Arizona Republican Sen. Martha McSally said she doesn’t trust Facebook because of repeated privacy violations and ‘repeated deceit.’
Committee Chairman Mike Crapo, an Idaho Republican, questioned why Facebook wants to base the project in Switzerland.
Brown pressed Marcus on whether he and his team would accept their salary in the new currency, Libra.
Marcus said that while Libra is not meant to compete with bank accounts, yes, ‘I would trust all my assets in Libra.’
And he explained that if another country’s tech titans were to build a successful digital currency first, the resulting system might be out of reach of U.S. regulations and sanctions.
Executives from tech giants Google, Facebook, Amazon.com, and Apple will go before the House Judiciary Committee’s antitrust panel
But Hawaii Democratic Sen. Brian Schatz says the question isn’t whether the U.S. should take the lead, but ‘why Facebook’ should be trusted to tackle the concept before it fixes its other problems.
Sen. Catherine Cortez Masto, a Nevada Democrat, asked Marcus how the company can guard against money laundering and make sure terrorists don’t use its currency to finance their operations.

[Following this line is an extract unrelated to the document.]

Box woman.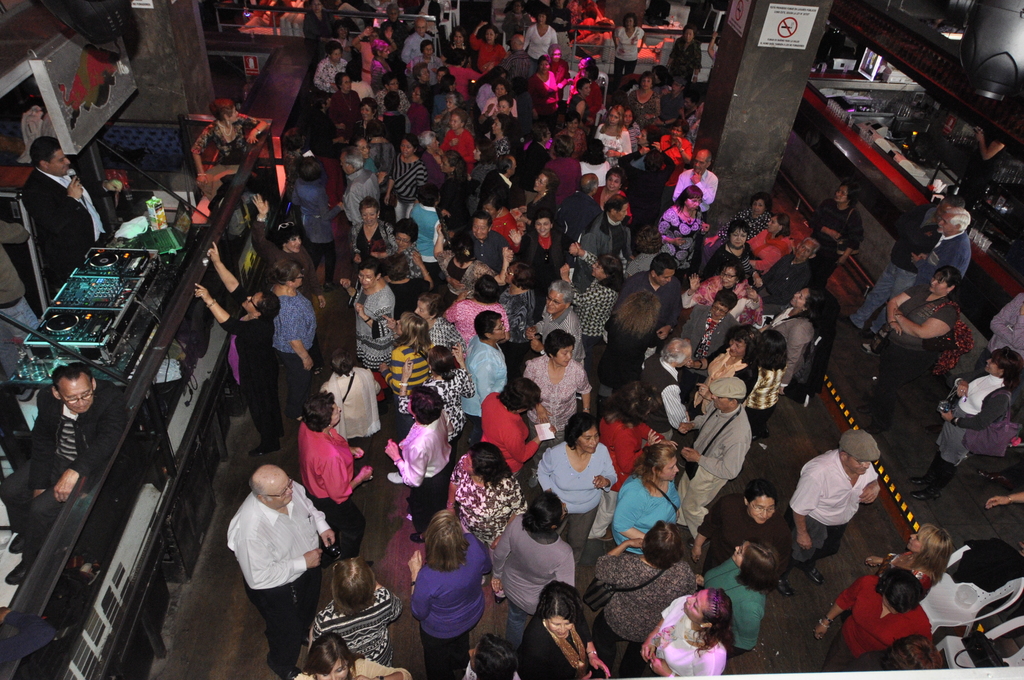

Marcus claimed most criminal activity still depends on cash. ‘It will be better’ if more transactions move to digital, he said, because users of the new Libra currency will have to upload a government ID for verification when they use Facebook’s ‘Calibra’ wallet system.
But President Donald Trump tweeted last week that Libra ‘will have little standing or dependability.’
While the big tech companies appear to have few friends on Capitol Hill, there has been some pushback from Republicans against a proposal by Senator Elizabeth Warren, who is running for president, that Amazon, Facebook and Google should be forced to divest companies that they purchased previously.
‘I don’t think the goal of antitrust law is to break up a big company just because they’re big,’ said Representative Kelly Armstrong, a Republican from North Dakota, on Fox Television. ‘I don’t ever want to penalize any company for success.’